Kendall: Air Force Wants as Many as 2,000 CCAs with a Common, Modular Airframe

The Air Force is looking for a single airframe on which to build its Collaborative Combat Aircraft concept, with interchangeable, modular elements, service Secretary Frank Kendall said March 15. And while he has set 1,000 as the “planning number” for the new class of combat aircraft, the true requirement could be twice that, he said.

The CCA the Air Force has in mind would have “a common chassis, a common airframe” with modular mission equipment “optimized against the threat that you expect to face,” Kendall told reporters after his March 15 speech at the annual McAleese defense conference.

“A reasonable way to think about it is an airframe with different payloads that can be swapped out, depending on the mission,” he explained.

It has not previously been clear whether the Air Force envisioned CCAs to be a range of dedicated aircraft in different classes or a single type with many variants to perform a variety of missions.  

In his speech, Kendall said that he gave USAF planners a figure of 1,000 CCAs as a notional target.

The figure will allow planners to ‘start thinking about organizational structures: whether they’re hybrid structures, with crewed and uncrewed aircraft in the same wing, or separate structures … that would work together,” Kendall explained.

In addition to force structure and organizational considerations, planners will also be mapping out what CCAs will require with regard to training, maintenance, range space and sustainment, he noted.

Kendall said he used the figure of 1,000 to convey to industry and Capitol Hill that CCAs are a major new initiative, that the Air Force is sincere about it, and that it needs to get underway as quickly as possible.

“What I wanted to do is give people a … sense of the kinds of numbers we’re talking about. We’re not talking about 10 or 100 or 200; we’re talking a serious number of aircraft here,” Kendall said in a Q&A after his presentation.

That serious number could wind up far exceeding the notional 1,000, he hinted.

“I think, at the end of the day, we’ll end up with more than that. … It could be twice that number or more. I don’t know yet,” said Kendall.

Air Force officials have said the planning figure was meant to send an unambiguous signal to industry that the Air Force intends to go ahead with CCAs and that their investment in technologies and concepts underwriting the concept will be worthwhile.

Kendall said in a briefing ahead of the budget release that the plan will be to carry two CCA airframe concepts through initial development, but he couldn’t say on what timeline the Air Force will select one type for production. However, whichever contractor is chosen to build the basic airframe, the Air Force’s intent is to compete the modular payloads thereafter, thus avoiding one companying having “vendor lock” on the CCA fleet.

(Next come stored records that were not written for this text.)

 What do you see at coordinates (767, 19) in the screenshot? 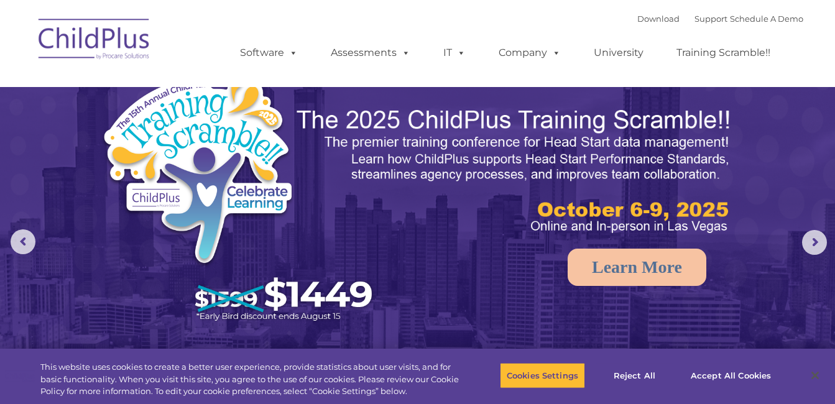
I see `a: Schedule A Demo` at bounding box center [767, 19].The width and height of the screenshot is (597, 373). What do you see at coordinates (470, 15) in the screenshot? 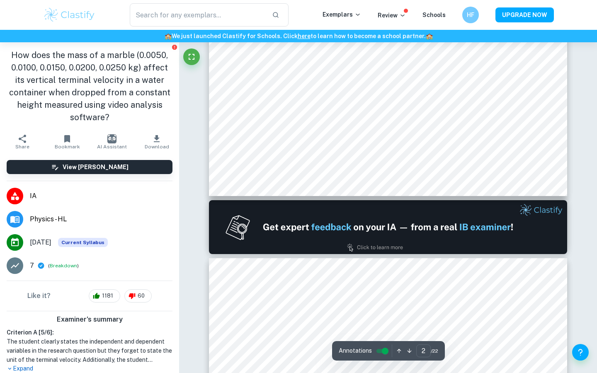
I see `h6: HF` at bounding box center [470, 15].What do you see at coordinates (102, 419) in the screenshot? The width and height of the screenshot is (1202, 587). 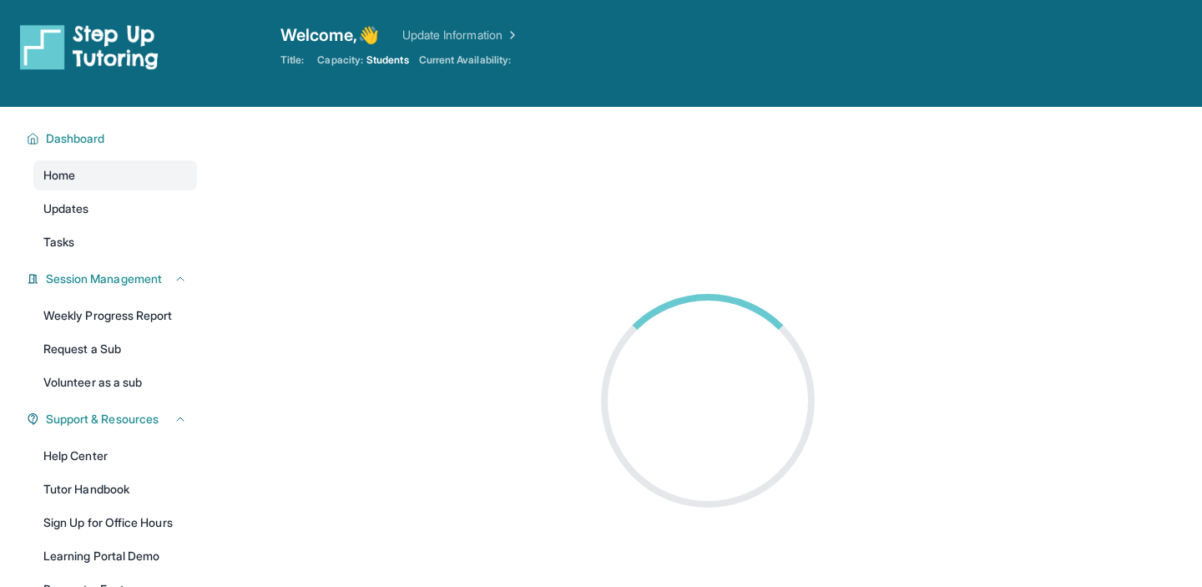 I see `span: Support & Resources` at bounding box center [102, 419].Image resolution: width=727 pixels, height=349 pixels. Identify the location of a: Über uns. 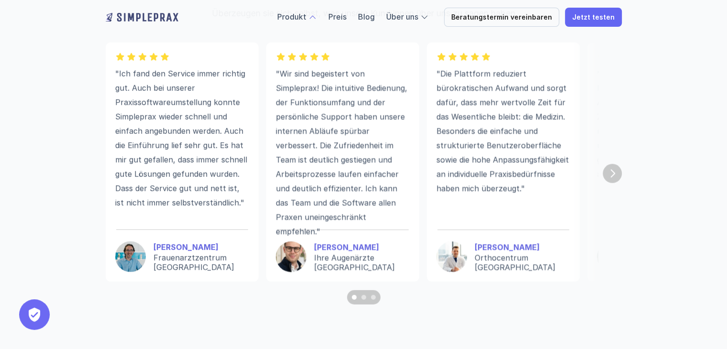
(402, 17).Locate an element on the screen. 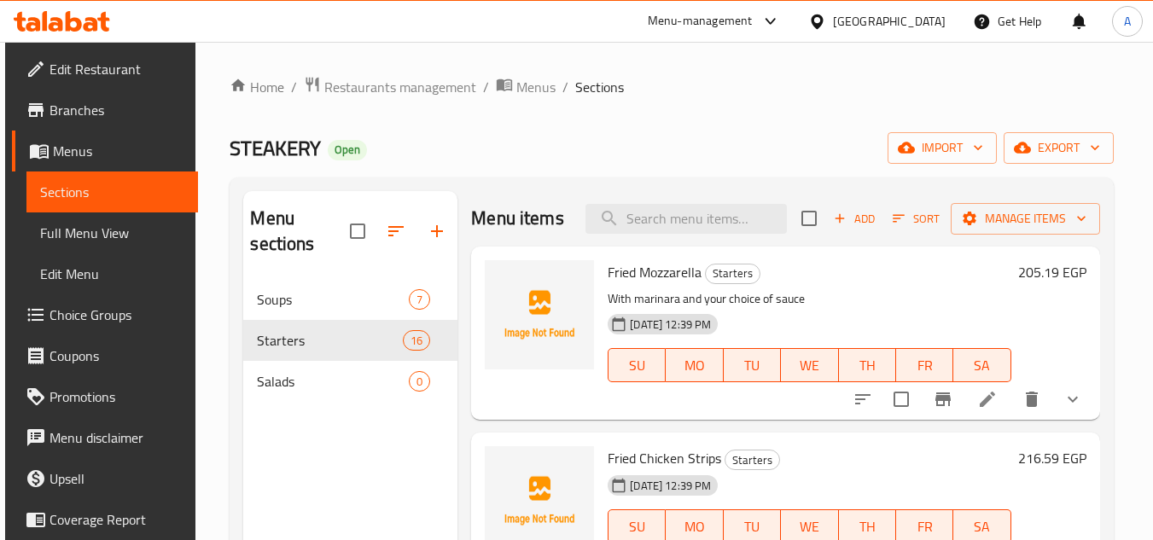 Image resolution: width=1153 pixels, height=540 pixels. button: SA is located at coordinates (982, 365).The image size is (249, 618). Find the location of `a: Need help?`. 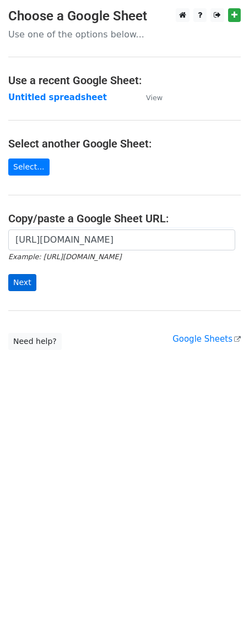

a: Need help? is located at coordinates (35, 341). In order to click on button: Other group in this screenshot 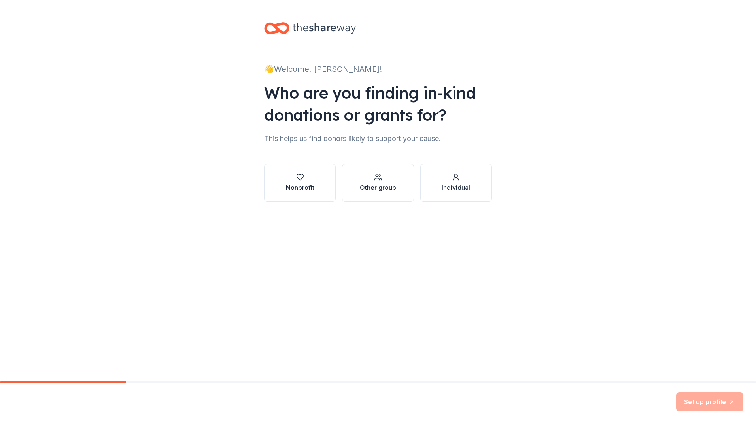, I will do `click(377, 183)`.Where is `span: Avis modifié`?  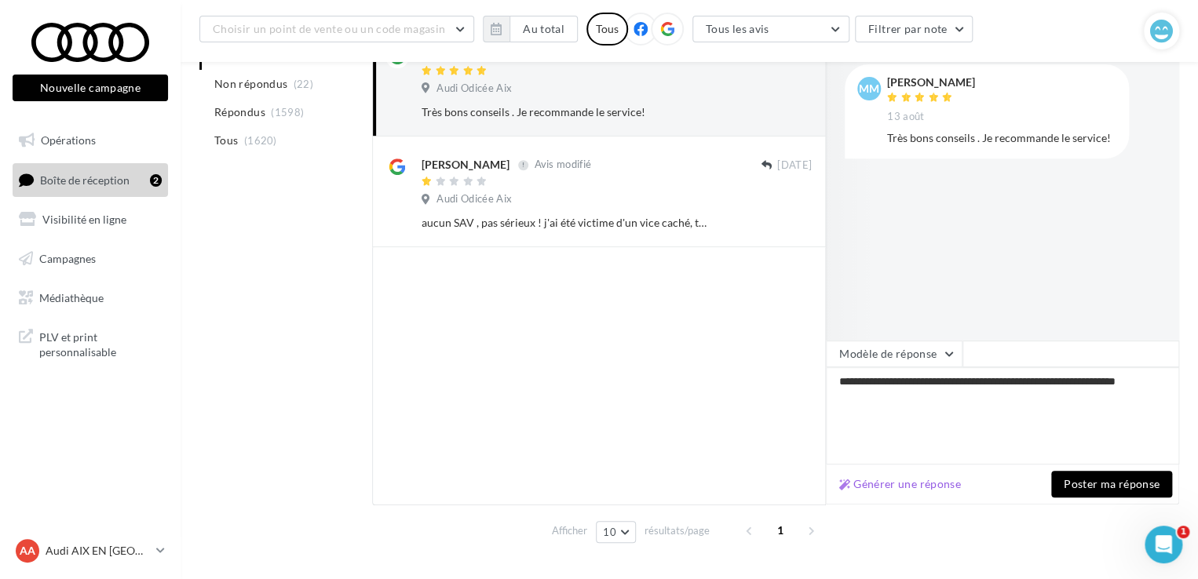
span: Avis modifié is located at coordinates (562, 165).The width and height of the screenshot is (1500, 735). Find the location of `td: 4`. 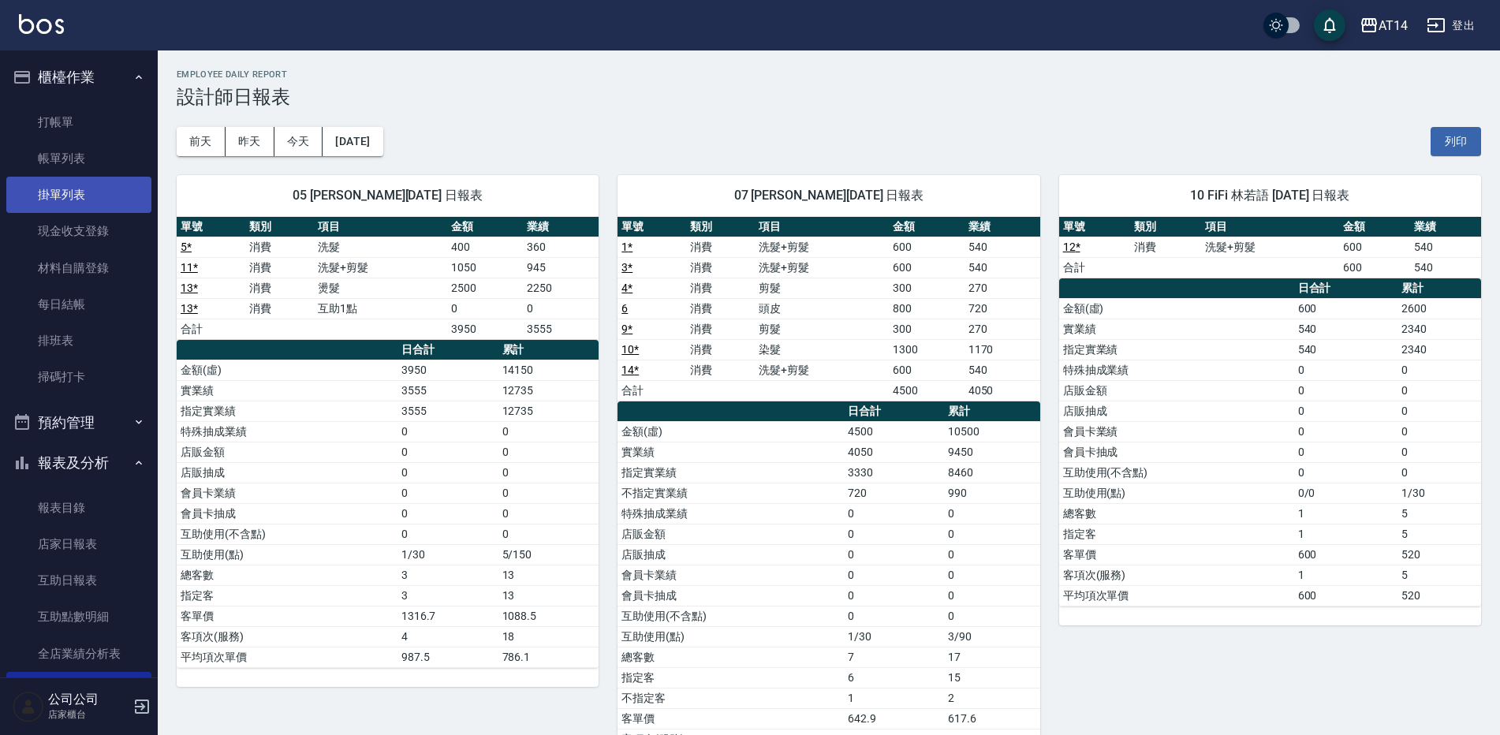

td: 4 is located at coordinates (448, 637).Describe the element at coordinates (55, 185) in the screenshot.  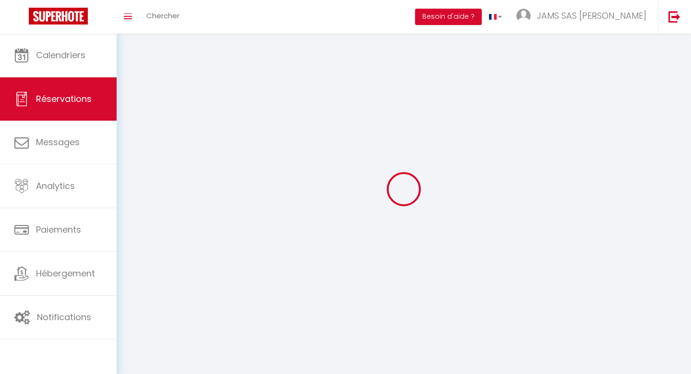
I see `span: Analytics` at that location.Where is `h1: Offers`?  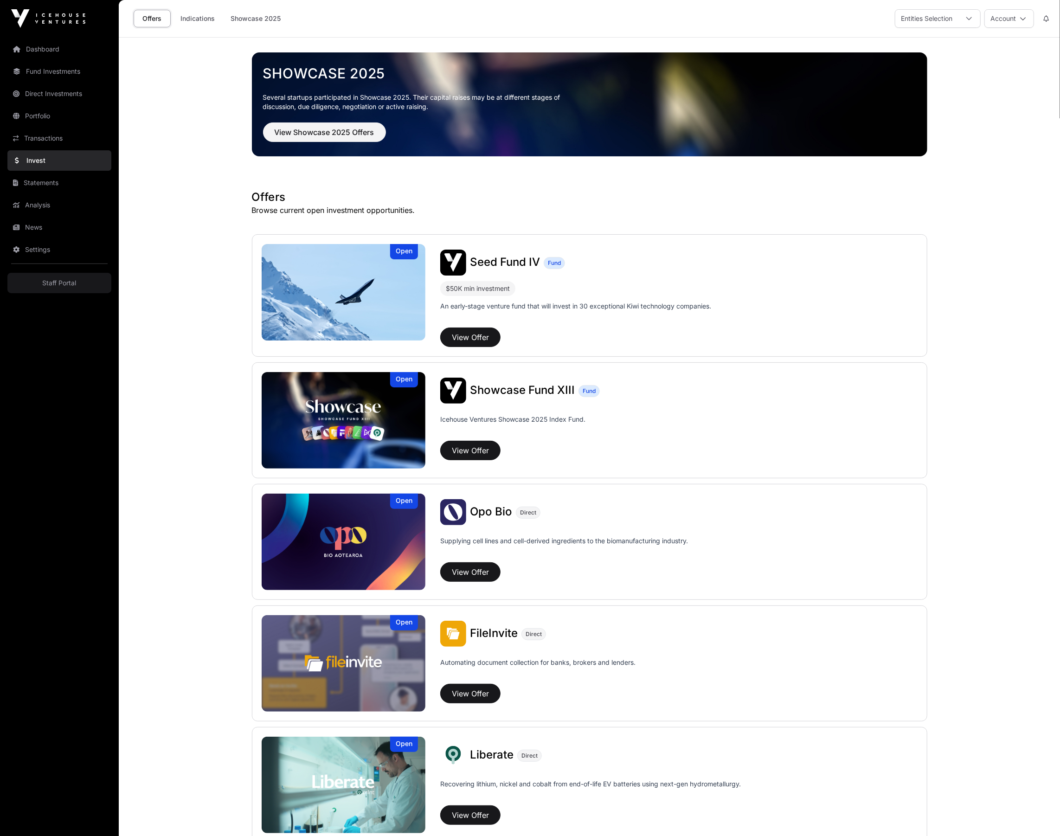
h1: Offers is located at coordinates (590, 197).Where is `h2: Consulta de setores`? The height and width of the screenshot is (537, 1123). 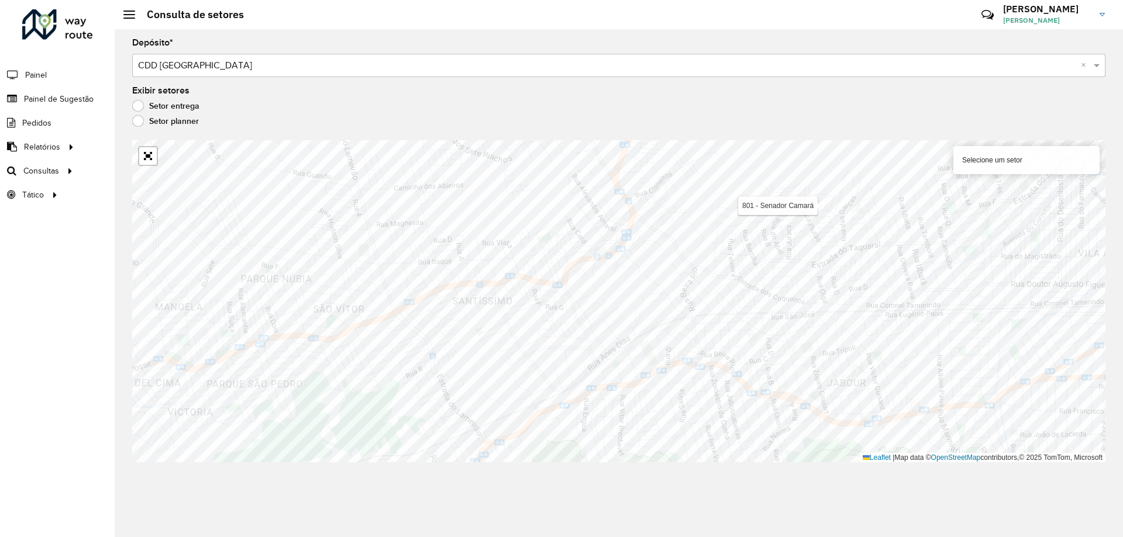
h2: Consulta de setores is located at coordinates (189, 15).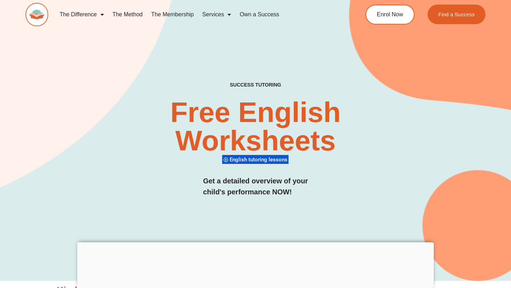 Image resolution: width=511 pixels, height=288 pixels. Describe the element at coordinates (127, 15) in the screenshot. I see `a: The Method` at that location.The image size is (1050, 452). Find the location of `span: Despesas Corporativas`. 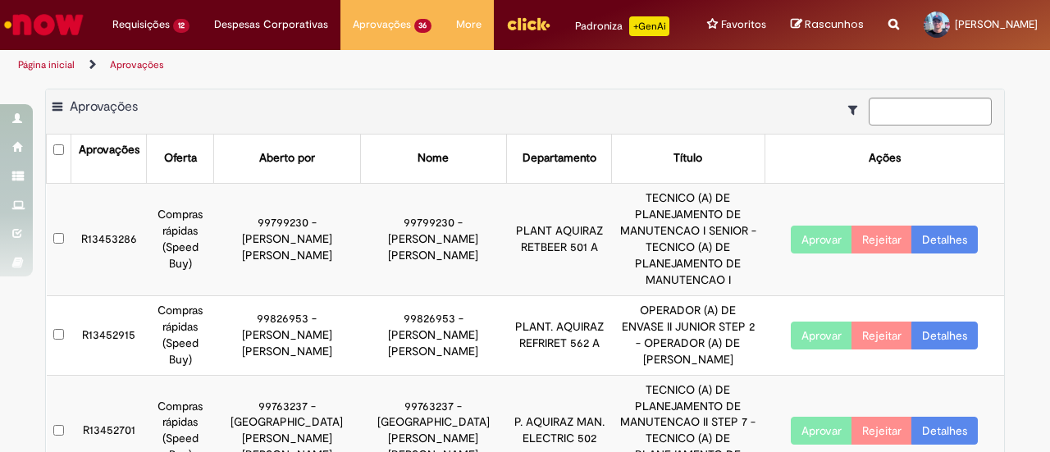

span: Despesas Corporativas is located at coordinates (271, 25). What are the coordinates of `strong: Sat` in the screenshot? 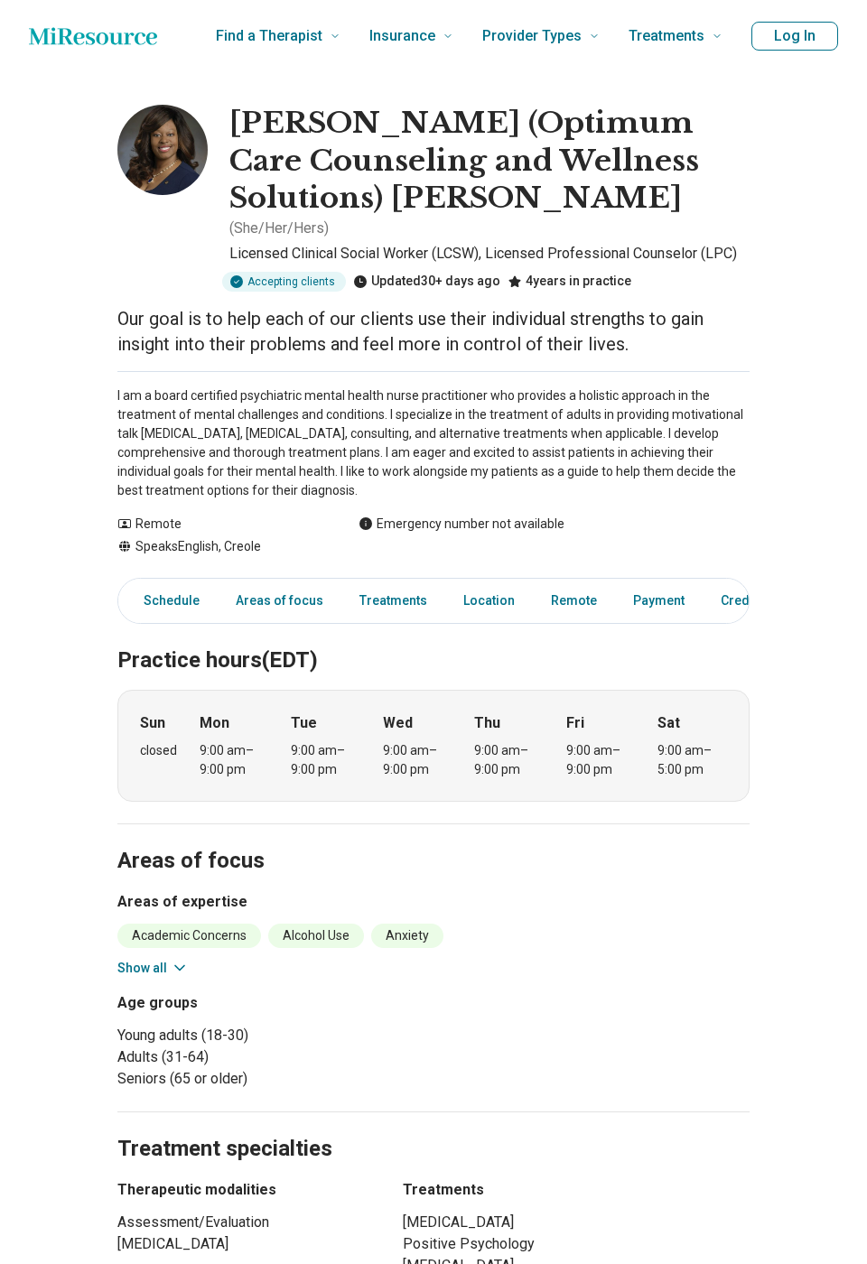 It's located at (668, 723).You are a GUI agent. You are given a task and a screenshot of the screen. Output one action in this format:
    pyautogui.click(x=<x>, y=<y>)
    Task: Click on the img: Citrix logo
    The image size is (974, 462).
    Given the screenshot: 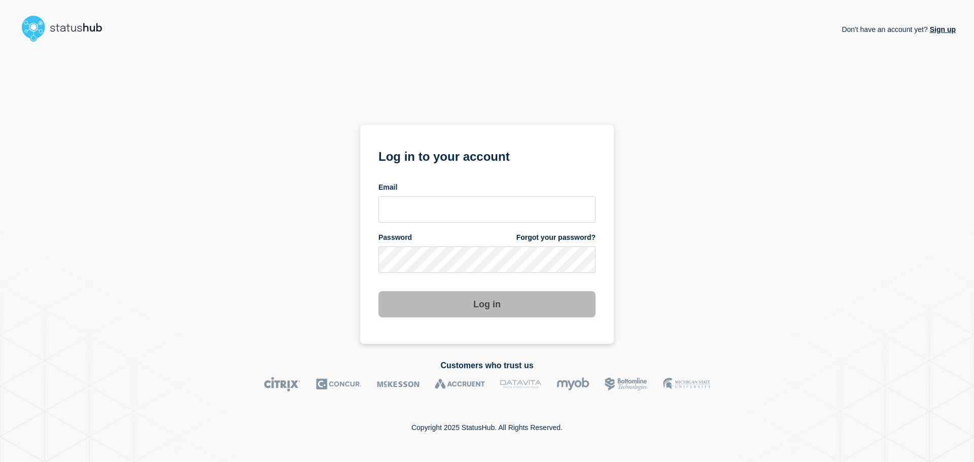 What is the action you would take?
    pyautogui.click(x=282, y=384)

He emphasized that developing and fielding CCAs will not come at the expense of manned aircraft, but as an enabling adjunct to them. He again made the analogy that CCAs can be thought of as independent platforms to carry the weapons, sensors, and other payloads that today’s crewed fighters carry, thus expanding the amount of sensors and weapons USAF can bring to the battle.

Kendall also joked that the CCA might join the Air Force’s “4+1” fighter plan as the “+1,” replacing the retiring A-10.

Last week, Kendall said he expected these aircraft to achieve initial operational capability “by the end of the decade,” and in parallel with the Next Generation Air Dominance (NGAD) family of systems, which will succeed the F-22 in about the same timeframe.

Besides the NGAD and F-35, Kendall said the F-15EX could also conceivably be a “controlling aircraft” for CCAs.

It’s premature to think about where CCAs might be based, Kendall said, calling the politically charged process of assigning aircraft to congressional districts “the bane of my existence.” However, service officials said the advent of such a large new addition to the force should make it more palatable to members of Congress to allow divestiture of legacy platforms in their districts, knowing that new systems are coming in that will likely re-use existing facilities.

The Air Force will work to hold the cost of CCAs to “a fraction” of the cost of an F-35, Kendall said, but he said it’s premature to estimate what that will be. He has previously said a CCA might come in at half the cost of an F-35, which in the last contract cost the Air Force about $80 million per copy.

“We’ve got a lot of work to do” on the CCA program and “we have to work on cost effectiveness,” Kendall said. “Where we’re going to end up” with regard to inventory, cost or exact mission “we’re not sure, yet.” But he also emphasized that “these are not zero-cost” systems.

“They’re not munitions … and they’re not attritable [but] I’m pretty comfortable we’re on the right path,” Kendall said.